Group excitement is the reverse of discovering yourself appreciated, just as fascination is the reverse of contemplation. To discover this requires a process of discipline, learning and training over time, which is what the liturgy (the “work of the people”) is about. Divine liturgy allows us to be conveyed by the holy One to the heavenly places, and “sacred excitement” is its exact opposite: it allows us to be taken out of ourselves in an anaesthetizing of our moral sense, which is exciting but dangerous.

One of your books is titled On Being Liked. What does it mean to say that God not only loves us, but likes us? Why do we need to hear that?

The word love, alas, is so abused. In my book I wanted to remind people that sometimes being told that we are loved really means: “My love for you is so strong that I wish I could suppress all the bits about you that don’t measure up to my standards. In fact, if you become someone else, then I might actually like you and enjoy you as well.” If someone views us in that way, though saying he or she loves us, we sense that that person is lying or pulling a fast one and is being controlling.

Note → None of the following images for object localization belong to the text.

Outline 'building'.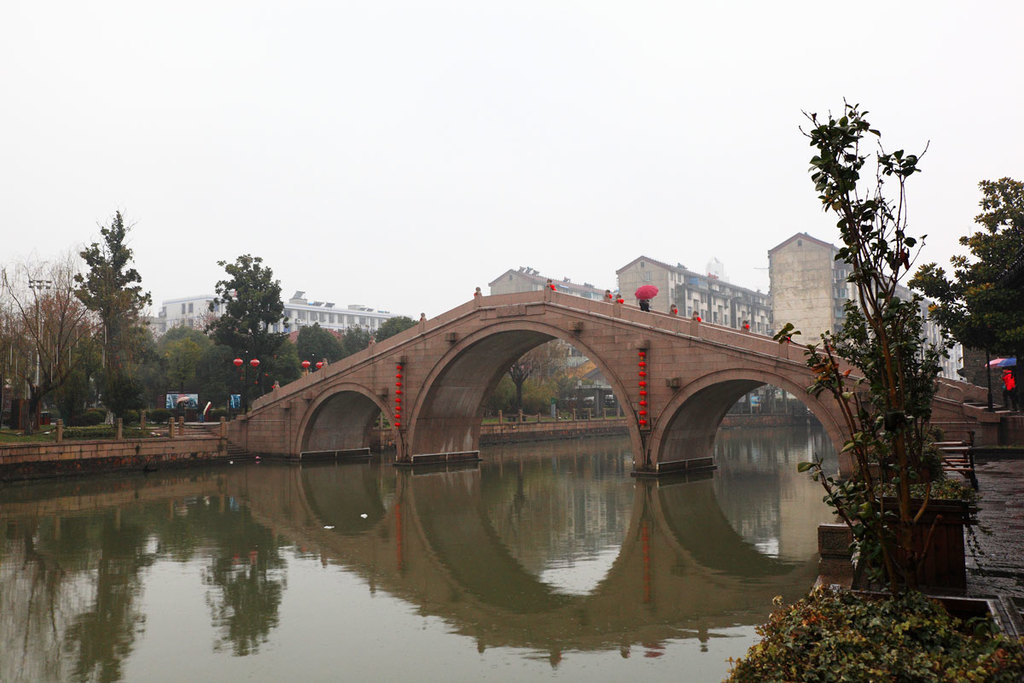
Outline: <region>617, 253, 771, 334</region>.
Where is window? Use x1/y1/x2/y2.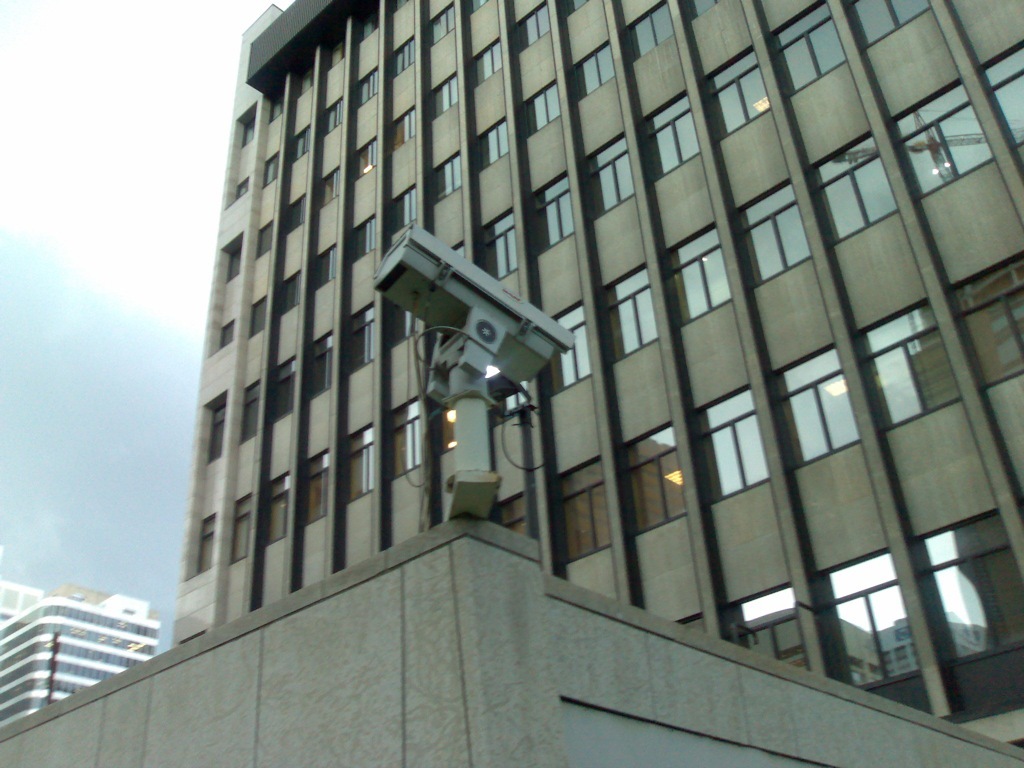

We pick up very quickly when we are being liked; we relax and are happy to be who we are in the eyes of the other. And curiously, as we relax, we find that we are much more than we thought we were, and become much more, starting from where we are, and with no sense of being bullied or made to fit into schemes which really have nothing to do with us.

I thought it worthwhile trying to tease this out, especially as a resource for gay Christians, who so often are told by other believers that “because we love you so much, you must become someone utterly different.” As it happens, not a few straight people have told me that they could completely identify with what I was talking about.

Jesus reveals to us the innocence of the victim, and in some respects modern society has learned this lesson well, for we are inclined to establish our own innocence by presenting ourselves as victims. Is this a problem?

Absolutely. We are all aware of the value of victimhood as a way of getting a free ride. It is a terrible dead end, one to which I am as prone as anyone else. It is part of the refusal to allow ourselves to be created, which involves growing in self-critical capacity. We prefer to remain stuck at the level of a convenient identity which removes us from the possibility of criticism. It is farcical to hear anthems of victimhood being spouted by corporate swindlers who despoil shareholders of their pensions, or by indicted politicians who cloak themselves in the imagery of martyrs for the Christian faith.

But this ruse, while omnipresent, is also increasingly easy to detect. Learning to detect the forms of self-flattery which grant us immunity from accountability is a vital part of ethical and spiritual growth, as is learning to detect where our cynicism about the victim language of others is justified and where, half-muffled and scarcely articulate, there are real victims on whose behalf we must extend ourselves.